The volumes may be purchased singly.
Contents of the two volumes : —
Volume I.
1. English Women and Sport. The
Editor.
2. Foxhunting. Mrs. Bum.
3. Hare Hunting. The Editor.
4. Shooting. The Hon. Mrs.
Lancelot Lowther.
5. Fishing for Tarpon. Mrs.
Murphy-Grimshaw.
6. Archery. Mrs. Berens and Miss
Walrond.
7. Skating. Miss May Balfour.
8. Golf Miss Starkie-Bence.
9. Croquet. Miss Spong.
Appendix A. Golf Rules and
Glossary.
Appendix B. Croquet Rules.
Volume II.
I. Cruising and Small Yacht Rac-
ing on the Solent. Miss Bar-
bara Hughes.
2. Punt Racing. Mrs.W. L.Wyllie.
3. In Red Deer Land. Mrs. Penn-
Curzon.
4. Chase of the Carted Deer.
The Editor.
5. Women's Hunters. The Editor.
6. Otter Hunting. Mrs. Wardell.
7. Salmon Fishing, with Notes on
Trout and Coarse Fishing.
Susan, Countess of Malmes-
bury.
8. Fly Fishing.
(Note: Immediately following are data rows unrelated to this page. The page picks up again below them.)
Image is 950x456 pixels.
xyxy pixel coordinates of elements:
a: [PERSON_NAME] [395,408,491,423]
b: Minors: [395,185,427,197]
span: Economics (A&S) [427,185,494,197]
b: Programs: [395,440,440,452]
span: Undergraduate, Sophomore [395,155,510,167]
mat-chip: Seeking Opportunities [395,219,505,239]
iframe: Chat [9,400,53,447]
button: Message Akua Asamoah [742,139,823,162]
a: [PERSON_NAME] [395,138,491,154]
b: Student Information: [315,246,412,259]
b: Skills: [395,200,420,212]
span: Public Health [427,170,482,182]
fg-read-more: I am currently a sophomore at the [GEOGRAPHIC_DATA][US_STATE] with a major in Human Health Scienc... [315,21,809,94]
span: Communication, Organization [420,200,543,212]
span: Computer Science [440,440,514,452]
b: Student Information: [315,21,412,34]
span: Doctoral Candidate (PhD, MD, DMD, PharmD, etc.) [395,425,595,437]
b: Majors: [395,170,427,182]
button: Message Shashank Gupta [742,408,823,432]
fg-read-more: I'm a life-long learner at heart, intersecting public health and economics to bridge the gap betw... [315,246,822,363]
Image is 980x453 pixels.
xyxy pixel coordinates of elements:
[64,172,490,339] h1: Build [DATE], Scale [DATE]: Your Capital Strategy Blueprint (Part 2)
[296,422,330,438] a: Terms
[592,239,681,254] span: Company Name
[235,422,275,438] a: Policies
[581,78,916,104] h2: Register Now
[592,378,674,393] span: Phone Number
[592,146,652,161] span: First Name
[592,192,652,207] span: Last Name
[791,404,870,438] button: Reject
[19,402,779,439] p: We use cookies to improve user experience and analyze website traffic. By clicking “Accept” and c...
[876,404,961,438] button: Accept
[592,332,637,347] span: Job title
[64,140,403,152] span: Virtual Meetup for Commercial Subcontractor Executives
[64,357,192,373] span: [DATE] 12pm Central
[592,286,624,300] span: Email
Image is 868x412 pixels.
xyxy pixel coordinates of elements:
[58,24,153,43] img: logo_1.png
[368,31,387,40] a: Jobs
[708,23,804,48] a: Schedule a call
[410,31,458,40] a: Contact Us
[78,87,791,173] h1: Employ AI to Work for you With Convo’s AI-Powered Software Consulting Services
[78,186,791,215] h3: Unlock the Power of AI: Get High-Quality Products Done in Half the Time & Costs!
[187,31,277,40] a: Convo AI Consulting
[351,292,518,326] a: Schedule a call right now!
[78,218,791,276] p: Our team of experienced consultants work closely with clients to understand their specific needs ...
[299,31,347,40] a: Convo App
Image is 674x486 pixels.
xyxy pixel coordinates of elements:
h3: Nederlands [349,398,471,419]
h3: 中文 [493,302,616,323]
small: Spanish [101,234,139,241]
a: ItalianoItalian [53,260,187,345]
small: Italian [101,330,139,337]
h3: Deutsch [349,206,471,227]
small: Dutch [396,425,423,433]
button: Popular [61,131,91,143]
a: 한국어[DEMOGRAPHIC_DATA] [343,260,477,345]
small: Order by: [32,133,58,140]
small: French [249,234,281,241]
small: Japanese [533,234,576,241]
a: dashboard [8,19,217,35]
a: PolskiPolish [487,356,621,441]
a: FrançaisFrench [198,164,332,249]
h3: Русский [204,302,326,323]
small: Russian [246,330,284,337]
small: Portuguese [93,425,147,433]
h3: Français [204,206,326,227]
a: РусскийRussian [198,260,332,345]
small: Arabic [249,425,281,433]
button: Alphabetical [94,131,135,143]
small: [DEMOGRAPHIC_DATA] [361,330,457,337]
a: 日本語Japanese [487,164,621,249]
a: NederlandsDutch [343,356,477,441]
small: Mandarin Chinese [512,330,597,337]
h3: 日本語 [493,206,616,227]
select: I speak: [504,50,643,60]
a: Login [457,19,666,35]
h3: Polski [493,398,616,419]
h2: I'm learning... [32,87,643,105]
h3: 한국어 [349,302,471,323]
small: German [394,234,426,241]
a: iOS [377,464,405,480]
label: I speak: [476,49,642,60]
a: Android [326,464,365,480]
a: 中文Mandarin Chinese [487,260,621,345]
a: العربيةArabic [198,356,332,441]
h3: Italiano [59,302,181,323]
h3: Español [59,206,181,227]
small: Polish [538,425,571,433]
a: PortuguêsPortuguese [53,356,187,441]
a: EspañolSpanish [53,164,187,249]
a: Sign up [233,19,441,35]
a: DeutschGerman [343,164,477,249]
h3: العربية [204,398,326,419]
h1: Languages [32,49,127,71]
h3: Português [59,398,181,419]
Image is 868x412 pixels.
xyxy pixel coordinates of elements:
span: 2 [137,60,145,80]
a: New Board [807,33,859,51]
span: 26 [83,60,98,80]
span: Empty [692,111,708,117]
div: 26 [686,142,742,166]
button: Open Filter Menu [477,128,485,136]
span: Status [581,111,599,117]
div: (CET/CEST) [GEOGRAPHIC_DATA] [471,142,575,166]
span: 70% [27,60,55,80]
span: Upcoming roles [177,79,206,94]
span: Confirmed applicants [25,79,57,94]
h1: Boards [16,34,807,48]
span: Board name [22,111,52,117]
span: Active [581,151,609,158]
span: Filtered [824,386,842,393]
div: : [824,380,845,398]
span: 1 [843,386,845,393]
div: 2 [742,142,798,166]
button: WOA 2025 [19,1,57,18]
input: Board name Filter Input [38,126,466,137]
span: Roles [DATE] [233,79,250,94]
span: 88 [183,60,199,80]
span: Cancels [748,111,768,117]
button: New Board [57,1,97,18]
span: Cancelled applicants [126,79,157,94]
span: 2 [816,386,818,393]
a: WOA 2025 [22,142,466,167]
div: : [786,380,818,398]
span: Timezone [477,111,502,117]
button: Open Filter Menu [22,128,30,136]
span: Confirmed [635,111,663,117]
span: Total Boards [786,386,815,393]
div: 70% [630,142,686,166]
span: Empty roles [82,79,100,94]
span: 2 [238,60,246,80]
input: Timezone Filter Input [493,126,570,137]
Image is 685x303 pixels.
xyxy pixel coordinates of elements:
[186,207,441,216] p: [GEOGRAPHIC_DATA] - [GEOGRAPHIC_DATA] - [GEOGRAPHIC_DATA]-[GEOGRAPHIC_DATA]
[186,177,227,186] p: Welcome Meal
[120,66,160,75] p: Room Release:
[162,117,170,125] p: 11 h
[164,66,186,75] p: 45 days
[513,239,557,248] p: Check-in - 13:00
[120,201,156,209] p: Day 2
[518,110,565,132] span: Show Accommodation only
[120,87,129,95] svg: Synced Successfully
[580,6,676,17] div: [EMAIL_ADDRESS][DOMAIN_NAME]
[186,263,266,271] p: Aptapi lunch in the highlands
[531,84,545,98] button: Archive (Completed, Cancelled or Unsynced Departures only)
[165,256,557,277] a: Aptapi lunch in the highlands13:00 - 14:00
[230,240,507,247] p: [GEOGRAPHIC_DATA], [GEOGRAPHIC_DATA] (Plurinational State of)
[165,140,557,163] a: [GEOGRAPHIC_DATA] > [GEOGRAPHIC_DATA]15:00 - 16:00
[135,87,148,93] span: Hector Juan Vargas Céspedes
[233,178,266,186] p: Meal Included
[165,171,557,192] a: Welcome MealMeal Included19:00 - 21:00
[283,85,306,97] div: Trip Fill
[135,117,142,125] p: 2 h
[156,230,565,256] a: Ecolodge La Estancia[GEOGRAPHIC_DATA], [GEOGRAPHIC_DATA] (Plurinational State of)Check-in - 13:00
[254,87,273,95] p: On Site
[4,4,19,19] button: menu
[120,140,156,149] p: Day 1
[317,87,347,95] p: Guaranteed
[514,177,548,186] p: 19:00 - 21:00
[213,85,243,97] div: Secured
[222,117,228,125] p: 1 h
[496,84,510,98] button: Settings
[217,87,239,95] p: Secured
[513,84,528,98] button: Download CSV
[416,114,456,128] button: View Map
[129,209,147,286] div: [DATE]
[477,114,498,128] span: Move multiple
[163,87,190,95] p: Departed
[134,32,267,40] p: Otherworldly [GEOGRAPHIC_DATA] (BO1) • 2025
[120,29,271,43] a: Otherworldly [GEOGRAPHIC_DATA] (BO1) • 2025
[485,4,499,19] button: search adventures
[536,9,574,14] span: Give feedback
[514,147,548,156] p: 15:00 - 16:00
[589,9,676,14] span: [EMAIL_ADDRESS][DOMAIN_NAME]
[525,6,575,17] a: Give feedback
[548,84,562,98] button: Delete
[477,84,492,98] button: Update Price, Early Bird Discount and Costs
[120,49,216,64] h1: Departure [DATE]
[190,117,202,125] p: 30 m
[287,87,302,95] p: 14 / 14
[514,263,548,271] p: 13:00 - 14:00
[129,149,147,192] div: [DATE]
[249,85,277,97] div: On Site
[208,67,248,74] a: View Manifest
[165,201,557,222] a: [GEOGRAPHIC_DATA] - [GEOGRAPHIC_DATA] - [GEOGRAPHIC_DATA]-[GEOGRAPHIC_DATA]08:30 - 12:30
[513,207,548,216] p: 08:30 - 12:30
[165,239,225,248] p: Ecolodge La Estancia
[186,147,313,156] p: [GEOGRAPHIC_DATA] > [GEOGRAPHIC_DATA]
The Editor.
9. Driving. Miss Massey-Main-
waring.
10. Cycling. Miss A. C. Hills.
11. Fancy Figures and Musical
Rides. Miss Van Wart.
12. Tennis. Miss Maud Marshall.
Appendix A. Glossary of Nauti-
cal Terms.
Appendix B. Rules of Lawn Tennis.
'* A book which, so far as my familiar knowledge of some branches of sport
enables me to test it, is eminently practical and valuable." — Country Life Illus-
trated,
The History of the Belvoir Hunt
By T. F. DALE.
With Five Photogravure Plates and numerous other Illustrations.
Also a Hunting Map showing Historic Runs, and a Map of
the Country hunted in the middle of this Century.
Demy 8vo, 21s, net.
" Mr. Dale tells many good stories, and mentions not a few interesting facts."
— 7%4f Times,
** Politics, the manners and customs of early hunting days, the social history
of the owner of Belvoir : all these are deftly interwoven into this history.'* —
Morning Post,
The Game of Polo
By T. F. DALE.
Fully Illustrated. Demy 8vo, 21s, net.
'A book which is likely to rank as the standard work on the subject." —
Standard,
19
Ten Shillings a Head per Week
for House Books
An Indispensable Manual for Housekeepers.
Menus, Recipes, Hints and Advice for the Single-
handed Cook.
By Mrs. C. S. PEEL
Crown 8vo, 3^. 6d.
" In these pages bills of fare for one week, according to the season of the
year, have been carefully arranged for a household of six or eight persons.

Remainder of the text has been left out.